By Oliver Finnegan
In popular memory, the UK was born in 1707, with both England and Scotland passing their respective Acts of Union creating Great Britain. Union is seen as the recognition of shared nationality by two previously separate peoples and an acceptance of a shared history. It is a formal recognition of the existence of Britishness and a British people, yet with the current referendum in mind the idea of a truly British people appears to be on the wane. The 1603 Union of the Crowns and James VI becoming James I of England provides an alternative scenario and illustrates how Britishness could have taken a different course and perhaps even, why the British project has never been entirely successful.
In 1603, James brought with him a heritage he believed auspicious, claiming descent from both the Roman Emperor Constantine and Fergus MacEarc, the first King of Scots, emphasising an imperial heritage as well as an unbroken line of descent from Scotland’s earliest leaders. The steady conquest of Scotland by the House of Stuart over hundreds of years made them an expansionist dynasty, believing strongly in their own destiny to unite all of Scotland. The acquisition of England and Ireland by James was the culmination of this imperialism and the next step in the Stuart ascendency within Europe. Rather than King of England and Scotland, James was crowned ‘King of Great Brittaine’ hinting at his intentions in the years to come. He sought to create what he described as a ‘union of love’ between his kingdoms which would be achieved through a ‘perfect Union of Lawes and persons, and such a Naturalising as may make one body of both Kingdomes under mee your King’. While Britannia was a denomination ascribed to the British Isles by the Romans and the idea of Britain can be found in Medieval texts such as Geoffrey of Monmouth’s Historia Regnum Britannica, what James sought to do was construct a British identity to replace that of England Ireland and Scotland. For this reason the British project truly began in 1603, with the first attempts to engineer a new people.
In England and Scotland, James attempted to bring the two kingdoms together gently, through means such as universal citizenship (the 1604 Post-Nati law) and the attempted mixing of the English and Scottish aristocracy at his court. In Ireland his most significant impact was felt and he truly began to experiment. After 1607, James encouraged the migration of English and Scots to Ireland to settle on land the Crown had forcefully confiscated, with the vast majority settling in Ulster. The project was managed so that equal numbers of Scottish and English settlers were sent to Ireland, with the intention that the three populations would intermingle and inter-marry. He attempted to simulate the cross border migration and cultural hybridisation that he sought throughout his three kingdoms, a test case. There was a precedent for this in the Iberianisation of South America by the Spanish and it convinced James of how successful this form of social engineering could be.
Just as he sought to destroy social borders, he also had an ideology which intended to break political barriers between his kingdoms. He conceptualised his three kingdoms as an empire, in a far more traditional sense than his successors, a single political unit, ruled over by a single imperial leader, an extension of the Stuart’s imperial past. He worked to break the clan system in Scotland, whilst implementing English and Scottish systems of government in Ireland. He believed himself to be working to secure for ‘posterity this flourishing worthy and great empire’ and at his coronation he was portrayed as ‘James I, Emperor of the whole island of Britain and King of France and Ireland’. Thus to James, Britishness was about unity beyond the merely political, it was to be an empire of one people, destroying the previously existing nationalities.
The reception for these ideas however, was lukewarm. Crucially he was unsuccessful at convincing his heirs to continue his project, who instead of emphasising integration between all the three kingdoms, sought to dominate Scotland and Ireland, drawing the centre of cultural and political authority into England. He should not, however, be regarded as ineffectual, as the results of his ideology can be seen in Northern Ireland to this day. What is clear is that nobody has since shared the extent of James’s enthusiasm. While he was able to set in motion the process that led to union in 1707, the idea of a people who were exclusively British died with him. The limited nature of the subsequent pursuit of purely political and economic union can still be seen today, as when the political reasons for union begin to dissipate, Britishness is built on shaky foundations. Union in the end was never a cultural process as James imagined it, but a political one and English, Scottish and Welsh identities persevere to this day, remaining a challenge to the British project.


## [Exercise brief]
Wherever a line in the records below contains "Image", copy that line.
___ Data to examine ___
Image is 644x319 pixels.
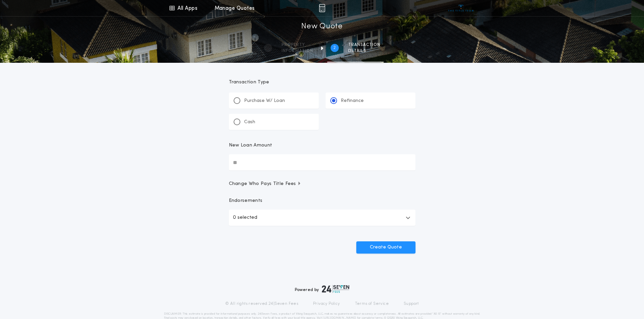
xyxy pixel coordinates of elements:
[319,4,325,12] img: img
[301,21,342,32] h1: New Quote
[348,42,380,47] span: Transaction
[229,180,415,187] button: Change Who Pays Title Fees
[341,98,364,104] p: Refinance
[229,79,415,85] p: Transaction Type
[403,301,419,307] a: Support
[229,180,302,187] span: Change Who Pays Title Fees
[229,210,415,226] button: 0 selected
[281,42,313,47] span: Property
[244,119,255,126] p: Cash
[229,197,415,204] p: Endorsements
[229,142,272,149] p: New Loan Amount
[313,301,340,307] a: Privacy Policy
[322,285,350,293] img: logo
[333,45,336,51] h2: 2
[233,213,257,222] p: 0 selected
[348,48,380,54] span: details
[355,301,389,307] a: Terms of Service
[225,301,298,307] p: © All rights reserved. 24|Seven Fees
[281,48,313,54] span: information
[229,154,415,170] input: New Loan Amount
[295,285,350,293] div: Powered by
[448,4,473,12] img: vs-icon
[356,241,415,254] button: Create Quote
[244,98,285,104] p: Purchase W/ Loan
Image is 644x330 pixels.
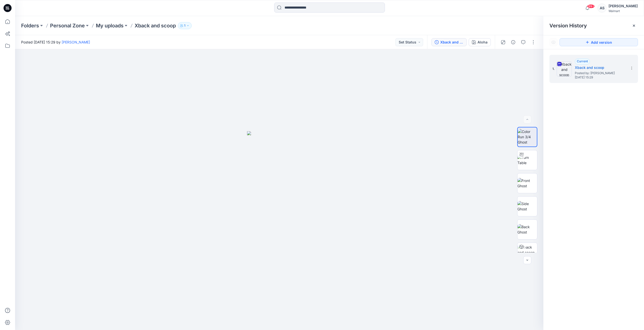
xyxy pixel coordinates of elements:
___
## [Your response]
Image is 644x319 pixels.
Image is 644x330 pixels.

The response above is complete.